Page:Hudibras - Volume 2 (Butler, Nash, Bohn; 1859).djvu/189

This page has been proofread, but needs to be validated.
CANTO II.]
HUDIBRAS.
349
Have prov'd how inconsiderable
Are all Engagements of the rabble,
Whose frenzies must be reconcil'd
With drums and rattles, like a child, 530
But never prov'd so prosperous
As when they were led on by us;
For all our scouring of religion
Began with tumults and sedition;
When hurricanes of fierce commotion 635
Became strong motives to devotion,
As carnal seamen, in a storm,
Turn pious converts, and reform;
When rusty weapons, with chalk'd edges,
Maintain'd our feeble privileges, 540
And brown-bills levy'd in the city,[1]
Made bills to pass the Grand Committee;
When zeal, with aged clubs and gleaves,[2]
Gave chase to rochets and white sleeves,[3]
And made the church, and state, and laws, 545
Submit t' old iron, and the Cause.

  1. Apprentices armed with occasional weapons. Ainsworth, in his Dictionary, translates sparum, a brown-bill. Bishop Warburton says, to fight with rusty or poisoned weapons (see Shakspeare's Hamlet) was against the law of arms. So when the citizens used the former, they chalked the edges. Samuel Johnson, in the octavo edition of his Dictionary, says, "brown-bill was the ancient weapon of the English foot," so called, perhaps, because sanguined to prevent the rust. The common epithet for a sword, or other offensive weapon, in the old metrical romances, is brown: as brown brand, or brown sword, brown-bill, &c. Shakspeare says:
    So with a band of bowmen and of pikes,
    Brown-bills and targeteers 400 strong,
    I come.Edward II. Act ii.

    In the ballad of Robin Hood and Guy of Gisborne, printed in Percy's Reliques, line 1508, we have

    With new chalk'd bills and rusty arms.

    Butler, in his MS. Common-place book, says, "the confident man's wit is like a watchman's bill with a chalked edge, that pretends to sharpness, only to conceal its dull bluntness from the public view."

  2. Zealots armed with old clubs and gleaves, or swords.
  3. Rochets and white sleeves are used figuratively for the bishops, who were the objects of many violent popular demonstrations, and often assaulted by armed mobs, in the beginning of the troubles.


■ **Task instructions**
In how many lines of the records does "resistor" appear? Answer with one number.

■ **Provided records**

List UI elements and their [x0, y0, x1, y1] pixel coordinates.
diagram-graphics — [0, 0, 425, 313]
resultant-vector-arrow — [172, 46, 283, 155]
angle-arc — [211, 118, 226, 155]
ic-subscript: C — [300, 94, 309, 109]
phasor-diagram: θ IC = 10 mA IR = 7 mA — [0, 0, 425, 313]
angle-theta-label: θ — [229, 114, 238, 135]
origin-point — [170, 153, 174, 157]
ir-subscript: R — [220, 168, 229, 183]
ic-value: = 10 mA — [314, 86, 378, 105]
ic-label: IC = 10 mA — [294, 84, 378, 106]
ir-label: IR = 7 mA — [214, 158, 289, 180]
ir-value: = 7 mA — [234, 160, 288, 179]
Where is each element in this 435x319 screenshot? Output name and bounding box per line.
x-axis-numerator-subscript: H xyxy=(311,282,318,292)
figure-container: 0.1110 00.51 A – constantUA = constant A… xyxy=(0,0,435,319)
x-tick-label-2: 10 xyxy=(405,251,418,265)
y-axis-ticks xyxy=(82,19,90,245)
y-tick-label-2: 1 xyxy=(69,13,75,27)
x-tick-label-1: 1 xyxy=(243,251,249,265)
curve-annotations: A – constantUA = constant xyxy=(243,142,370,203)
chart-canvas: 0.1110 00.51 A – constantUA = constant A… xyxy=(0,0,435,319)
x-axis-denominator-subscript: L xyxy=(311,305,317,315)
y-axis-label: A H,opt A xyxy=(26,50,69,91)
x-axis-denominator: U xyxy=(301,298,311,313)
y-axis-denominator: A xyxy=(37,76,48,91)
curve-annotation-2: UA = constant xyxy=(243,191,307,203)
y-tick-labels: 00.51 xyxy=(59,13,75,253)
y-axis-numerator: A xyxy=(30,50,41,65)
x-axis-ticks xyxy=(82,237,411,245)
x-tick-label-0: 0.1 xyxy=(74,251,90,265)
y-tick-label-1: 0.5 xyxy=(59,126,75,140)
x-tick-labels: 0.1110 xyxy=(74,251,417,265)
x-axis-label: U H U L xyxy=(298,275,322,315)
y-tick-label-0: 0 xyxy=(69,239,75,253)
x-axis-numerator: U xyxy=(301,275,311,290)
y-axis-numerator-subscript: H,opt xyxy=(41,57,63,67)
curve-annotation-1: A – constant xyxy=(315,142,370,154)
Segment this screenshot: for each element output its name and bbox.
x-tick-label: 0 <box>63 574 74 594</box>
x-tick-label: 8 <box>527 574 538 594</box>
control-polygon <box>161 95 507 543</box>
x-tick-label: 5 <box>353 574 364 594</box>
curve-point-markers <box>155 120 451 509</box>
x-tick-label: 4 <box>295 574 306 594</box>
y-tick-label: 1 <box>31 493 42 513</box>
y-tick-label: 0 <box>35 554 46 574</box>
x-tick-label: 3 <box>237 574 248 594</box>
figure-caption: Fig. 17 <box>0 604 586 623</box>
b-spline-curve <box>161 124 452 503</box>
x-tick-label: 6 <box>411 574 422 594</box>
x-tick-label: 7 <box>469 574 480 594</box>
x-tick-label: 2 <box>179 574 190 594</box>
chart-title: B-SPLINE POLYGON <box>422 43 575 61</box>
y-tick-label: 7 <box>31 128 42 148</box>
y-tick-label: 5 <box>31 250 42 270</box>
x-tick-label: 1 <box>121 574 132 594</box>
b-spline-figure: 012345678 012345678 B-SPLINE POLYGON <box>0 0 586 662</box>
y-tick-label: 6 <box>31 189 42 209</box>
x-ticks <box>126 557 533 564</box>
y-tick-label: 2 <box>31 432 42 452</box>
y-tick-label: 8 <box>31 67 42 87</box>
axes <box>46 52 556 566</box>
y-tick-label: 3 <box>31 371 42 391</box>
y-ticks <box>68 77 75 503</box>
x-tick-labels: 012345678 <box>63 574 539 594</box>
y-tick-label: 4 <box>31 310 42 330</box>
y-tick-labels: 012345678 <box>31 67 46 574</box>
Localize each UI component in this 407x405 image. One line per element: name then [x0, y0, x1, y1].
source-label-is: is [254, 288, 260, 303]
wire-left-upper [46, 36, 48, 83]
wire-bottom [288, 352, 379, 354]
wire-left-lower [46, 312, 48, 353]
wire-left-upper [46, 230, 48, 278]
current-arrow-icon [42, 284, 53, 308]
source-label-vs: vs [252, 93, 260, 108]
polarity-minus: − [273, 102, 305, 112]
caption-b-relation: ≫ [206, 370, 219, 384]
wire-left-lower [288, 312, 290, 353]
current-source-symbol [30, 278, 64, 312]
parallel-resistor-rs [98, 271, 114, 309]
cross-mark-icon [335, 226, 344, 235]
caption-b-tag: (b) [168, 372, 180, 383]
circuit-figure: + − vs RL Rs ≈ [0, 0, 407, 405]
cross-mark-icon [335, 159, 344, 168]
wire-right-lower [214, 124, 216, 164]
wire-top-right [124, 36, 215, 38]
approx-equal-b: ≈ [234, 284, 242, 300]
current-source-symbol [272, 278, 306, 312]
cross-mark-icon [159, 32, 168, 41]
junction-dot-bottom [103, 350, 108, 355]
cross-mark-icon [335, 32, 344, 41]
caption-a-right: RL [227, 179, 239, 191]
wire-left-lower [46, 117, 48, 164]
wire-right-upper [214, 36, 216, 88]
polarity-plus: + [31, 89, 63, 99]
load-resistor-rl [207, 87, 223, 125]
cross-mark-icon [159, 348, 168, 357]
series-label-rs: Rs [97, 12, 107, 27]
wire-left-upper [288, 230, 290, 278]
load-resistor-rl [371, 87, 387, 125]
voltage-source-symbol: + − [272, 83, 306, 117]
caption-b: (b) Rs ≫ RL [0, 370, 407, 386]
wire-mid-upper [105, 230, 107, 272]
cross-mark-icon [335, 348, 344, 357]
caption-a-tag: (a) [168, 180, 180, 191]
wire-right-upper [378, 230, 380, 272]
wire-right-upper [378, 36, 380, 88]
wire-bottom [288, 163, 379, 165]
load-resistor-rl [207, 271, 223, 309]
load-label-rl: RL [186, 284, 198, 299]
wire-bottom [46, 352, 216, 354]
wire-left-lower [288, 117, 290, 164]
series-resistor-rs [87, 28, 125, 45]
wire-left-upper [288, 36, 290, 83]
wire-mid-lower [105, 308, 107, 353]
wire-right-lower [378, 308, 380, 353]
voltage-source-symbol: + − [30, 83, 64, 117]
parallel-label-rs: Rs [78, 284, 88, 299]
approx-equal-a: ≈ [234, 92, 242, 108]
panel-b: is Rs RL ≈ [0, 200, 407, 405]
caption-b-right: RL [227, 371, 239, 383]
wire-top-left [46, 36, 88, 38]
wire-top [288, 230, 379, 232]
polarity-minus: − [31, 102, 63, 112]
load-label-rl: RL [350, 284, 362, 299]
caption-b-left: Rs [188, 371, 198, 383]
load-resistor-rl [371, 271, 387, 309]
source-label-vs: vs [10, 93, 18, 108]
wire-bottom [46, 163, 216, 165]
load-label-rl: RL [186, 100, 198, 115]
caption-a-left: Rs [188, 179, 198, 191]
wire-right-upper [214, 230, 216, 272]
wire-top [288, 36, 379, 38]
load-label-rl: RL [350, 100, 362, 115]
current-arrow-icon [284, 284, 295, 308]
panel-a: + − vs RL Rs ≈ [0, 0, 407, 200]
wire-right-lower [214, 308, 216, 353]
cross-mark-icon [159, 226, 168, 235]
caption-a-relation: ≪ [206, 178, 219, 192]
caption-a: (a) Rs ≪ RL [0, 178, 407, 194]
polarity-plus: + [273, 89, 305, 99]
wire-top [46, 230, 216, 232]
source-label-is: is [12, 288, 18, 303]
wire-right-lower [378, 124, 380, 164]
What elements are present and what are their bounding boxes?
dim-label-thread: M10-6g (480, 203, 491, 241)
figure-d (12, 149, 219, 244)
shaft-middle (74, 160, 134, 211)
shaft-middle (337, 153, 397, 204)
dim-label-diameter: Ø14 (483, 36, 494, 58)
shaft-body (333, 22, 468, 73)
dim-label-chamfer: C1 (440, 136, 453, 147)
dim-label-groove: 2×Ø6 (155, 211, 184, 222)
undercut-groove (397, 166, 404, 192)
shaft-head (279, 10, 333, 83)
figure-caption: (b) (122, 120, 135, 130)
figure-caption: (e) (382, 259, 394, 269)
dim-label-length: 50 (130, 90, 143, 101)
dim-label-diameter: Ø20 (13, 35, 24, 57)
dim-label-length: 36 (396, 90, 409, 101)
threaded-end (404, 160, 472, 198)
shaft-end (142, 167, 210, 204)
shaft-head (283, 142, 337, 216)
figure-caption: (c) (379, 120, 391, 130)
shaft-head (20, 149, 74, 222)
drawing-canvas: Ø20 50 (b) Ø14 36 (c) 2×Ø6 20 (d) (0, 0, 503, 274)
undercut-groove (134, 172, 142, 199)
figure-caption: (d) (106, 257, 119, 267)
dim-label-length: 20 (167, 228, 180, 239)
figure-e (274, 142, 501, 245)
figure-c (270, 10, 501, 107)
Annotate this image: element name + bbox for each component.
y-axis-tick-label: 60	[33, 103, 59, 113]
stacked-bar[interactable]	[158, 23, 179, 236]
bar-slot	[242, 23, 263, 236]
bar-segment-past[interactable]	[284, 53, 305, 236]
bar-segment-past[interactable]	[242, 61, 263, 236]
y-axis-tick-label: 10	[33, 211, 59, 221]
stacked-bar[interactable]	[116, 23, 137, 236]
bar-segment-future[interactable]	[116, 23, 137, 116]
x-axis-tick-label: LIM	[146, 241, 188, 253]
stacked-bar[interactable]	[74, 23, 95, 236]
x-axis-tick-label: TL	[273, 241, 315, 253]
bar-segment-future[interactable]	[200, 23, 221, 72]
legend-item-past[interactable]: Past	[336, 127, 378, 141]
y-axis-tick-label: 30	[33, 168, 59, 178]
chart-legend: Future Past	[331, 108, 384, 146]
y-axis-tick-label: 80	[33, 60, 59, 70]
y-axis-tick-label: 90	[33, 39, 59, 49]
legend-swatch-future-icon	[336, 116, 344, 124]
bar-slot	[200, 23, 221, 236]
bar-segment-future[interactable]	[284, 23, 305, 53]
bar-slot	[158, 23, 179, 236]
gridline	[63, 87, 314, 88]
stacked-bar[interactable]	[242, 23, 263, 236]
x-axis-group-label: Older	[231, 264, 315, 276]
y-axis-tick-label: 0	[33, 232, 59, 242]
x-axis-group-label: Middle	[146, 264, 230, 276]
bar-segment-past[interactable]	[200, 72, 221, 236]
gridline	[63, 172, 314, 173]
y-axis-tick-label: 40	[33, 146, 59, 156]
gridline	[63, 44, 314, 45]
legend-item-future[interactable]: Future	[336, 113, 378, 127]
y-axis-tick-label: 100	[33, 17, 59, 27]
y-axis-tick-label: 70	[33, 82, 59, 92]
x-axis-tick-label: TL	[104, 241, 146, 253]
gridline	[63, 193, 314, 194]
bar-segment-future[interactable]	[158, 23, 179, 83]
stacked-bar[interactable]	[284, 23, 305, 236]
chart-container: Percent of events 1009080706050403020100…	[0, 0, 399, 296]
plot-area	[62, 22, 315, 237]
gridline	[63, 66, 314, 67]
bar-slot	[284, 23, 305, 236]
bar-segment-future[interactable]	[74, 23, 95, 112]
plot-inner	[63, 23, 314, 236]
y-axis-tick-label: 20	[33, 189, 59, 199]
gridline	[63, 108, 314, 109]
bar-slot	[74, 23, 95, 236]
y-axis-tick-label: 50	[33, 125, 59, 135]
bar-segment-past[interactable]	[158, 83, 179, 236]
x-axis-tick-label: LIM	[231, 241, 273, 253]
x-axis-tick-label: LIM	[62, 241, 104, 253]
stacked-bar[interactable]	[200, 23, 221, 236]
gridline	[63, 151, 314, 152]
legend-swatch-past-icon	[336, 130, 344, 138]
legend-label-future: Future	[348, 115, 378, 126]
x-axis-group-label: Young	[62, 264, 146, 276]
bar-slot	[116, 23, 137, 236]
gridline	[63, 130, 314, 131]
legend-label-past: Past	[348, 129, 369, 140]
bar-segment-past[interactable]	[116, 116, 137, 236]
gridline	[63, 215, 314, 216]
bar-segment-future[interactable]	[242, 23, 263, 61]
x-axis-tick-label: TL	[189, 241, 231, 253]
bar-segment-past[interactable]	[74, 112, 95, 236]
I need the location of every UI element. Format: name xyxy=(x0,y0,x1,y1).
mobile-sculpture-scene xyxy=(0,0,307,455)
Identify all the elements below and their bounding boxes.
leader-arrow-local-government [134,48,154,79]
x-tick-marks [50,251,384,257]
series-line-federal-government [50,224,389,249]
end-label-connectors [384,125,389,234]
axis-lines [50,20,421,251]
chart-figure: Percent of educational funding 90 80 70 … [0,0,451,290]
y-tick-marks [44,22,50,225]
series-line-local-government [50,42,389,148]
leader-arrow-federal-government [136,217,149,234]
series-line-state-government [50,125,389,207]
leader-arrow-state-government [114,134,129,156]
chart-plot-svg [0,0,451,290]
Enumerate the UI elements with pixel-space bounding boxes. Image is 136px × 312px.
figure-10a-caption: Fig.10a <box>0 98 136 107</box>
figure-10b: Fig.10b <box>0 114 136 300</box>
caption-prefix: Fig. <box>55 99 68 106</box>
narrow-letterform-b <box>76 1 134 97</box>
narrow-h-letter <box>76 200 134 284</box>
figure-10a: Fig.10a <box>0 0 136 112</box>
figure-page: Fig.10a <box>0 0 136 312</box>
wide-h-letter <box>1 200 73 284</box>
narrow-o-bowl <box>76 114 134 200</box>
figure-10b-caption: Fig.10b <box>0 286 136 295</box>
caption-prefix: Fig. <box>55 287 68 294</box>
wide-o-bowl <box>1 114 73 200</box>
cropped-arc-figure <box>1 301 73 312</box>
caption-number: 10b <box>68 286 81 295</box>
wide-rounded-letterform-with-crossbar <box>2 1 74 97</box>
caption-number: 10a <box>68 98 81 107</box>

■ **Exercise answer**
6